To achieve an ATO your organization must follow a 7-step process defined by the National Institute of Standards and Technology (NIST): The Risk Management Framework (RMF).

Think of it this way: If the ATO is the license to operate, the RMF is the driver's test. It's the standardized playbook that all federal agencies and the organizations that support them use to prepare, build, assess, and authorize systems.

The 7 steps of the RMF are:

  1. Prepare
  2. Categorize
  3. Select Security Controls
  4. Implement Security Controls
  5. Assess Security Controls 
  6. Authorize the System
  7. Monitor Security Controls 

Your guide for this process is NIST Special Publication 800-53. It lists specific security controls (e.g., access control, incident response, encryption, personnel screening) you will have to implement and prove are working.

ATO Timeline and Costs

Getting an ATO can take anywhere from 6-18 months (occasionally longer) ans can cost six to seven figures in costs and internal resourcing. 

If you already have a mature security posture (e.g., you already have a SOC 2 or ISO 27001), you may be able to expedite the timeline slightly, but you’ll still have to create RMF-specific documentation (SSP) and pass a third-party assessment with 3PAO. 

What Are the Costs Involved with an ATO?

  1. Tooling: GRC platforms, logging/SIEM tools, vulnerability scanners, endpoint detection (EDR).
  2. Consulting and Advisory: Experts to help you understand NIST requirements, scope your boundary, and write the SSP. 
  3. Assessment: The formal 3PAO audit. For a Moderate-impact system, this can easily run $50,000-$150,000 or more.
  4. Internal Time: It'll often take hundreds, if not thousands, of hours from your most senior engineers, plus IT, security, and legal, to get through the ATO process.

ATO vs. FedRAMP: What's the Difference?

Think of it this way:

  • ATO is the concept (the license).
  • FedRAMP is a specific program that creates a reusable ATO for cloud products.

FedRAMP (Federal Risk and Authorization Management Program) was created because agencies were all giving separate ATOs to the same cloud products (like Salesforce, AWS, or Google Workspace). It was a massive waste of time and money.

FedRAMP standardizes the process for cloud. A SaaS company gets one FedRAMP authorization (which is much more intensive than a single agency ATO), and all federal agencies can then reuse it by granting their own agency-specific ATO that "piggybacks" on the FedRAMP approval.

Here's the takeaway:

  • If you are a SaaS company trying to sell your product to multiple government agencies, FedRAMP is your path.
  • If you are building a custom system for a single agency (e.g., a specific claims-processing portal for the VA), you will get a direct agency ATO from the VA. It is not reusable by other agencies.

Go Deeper: How Much Does FedRAMP cost?

Start Your ATO Journey

Earning your first ATO is one of the most rigorous things your company will ever do. It forces a fundamental shift from a "move fast" culture to a "move securely and document everything" culture.

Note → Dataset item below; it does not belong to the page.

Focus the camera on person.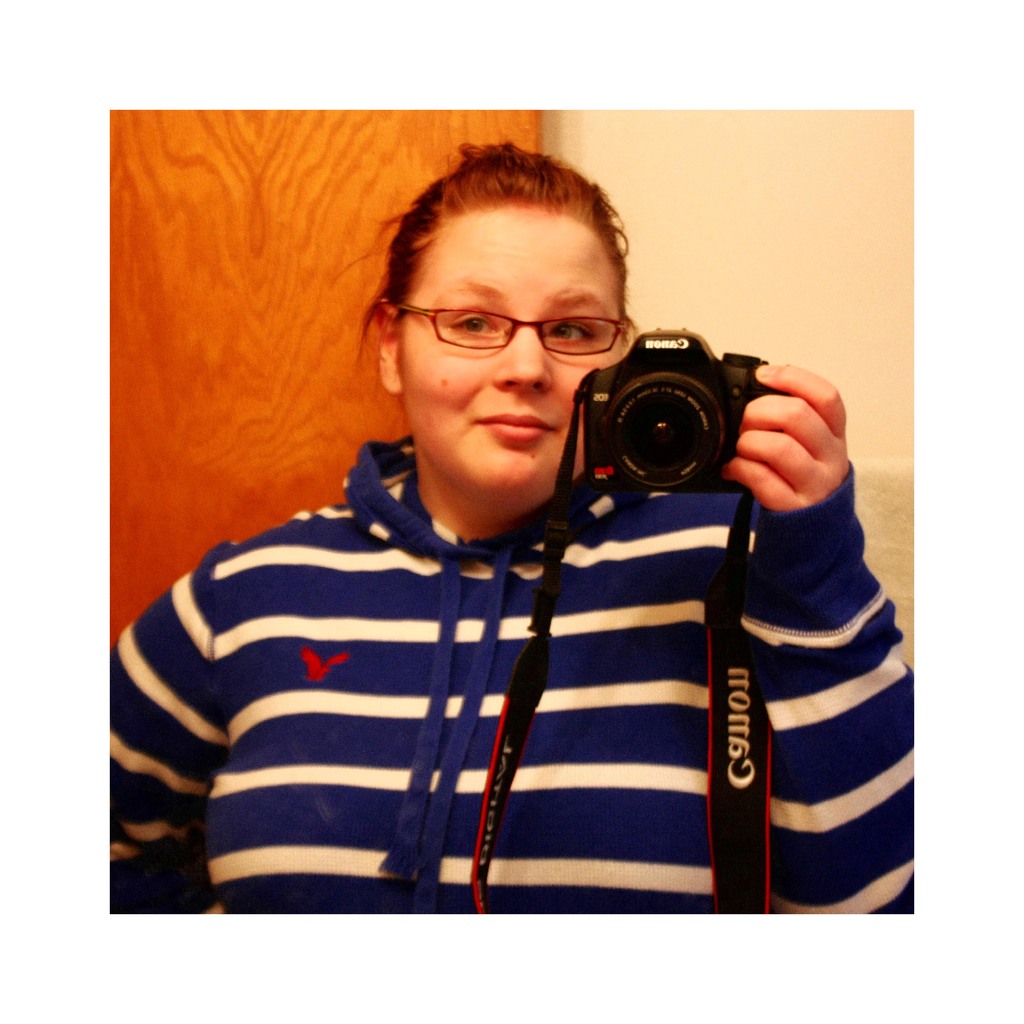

But the prize is worth it.

An ATO proves your maturity to all customers, public and private. It forces a level of operational discipline that makes your entire company better, more secure, and more resilient.

The process is daunting, but you don't have to navigate it alone. If you're looking to obtain an ATO or prepare for a FedRAMP authorization, you need a partner who has been through the process multiple times. 

If you're looking to obtain an ATO or improve your overall security and compliance posture, to reach out to Workstreet. Our team of experts is ready to help you build and scale your security and compliance programs effectively.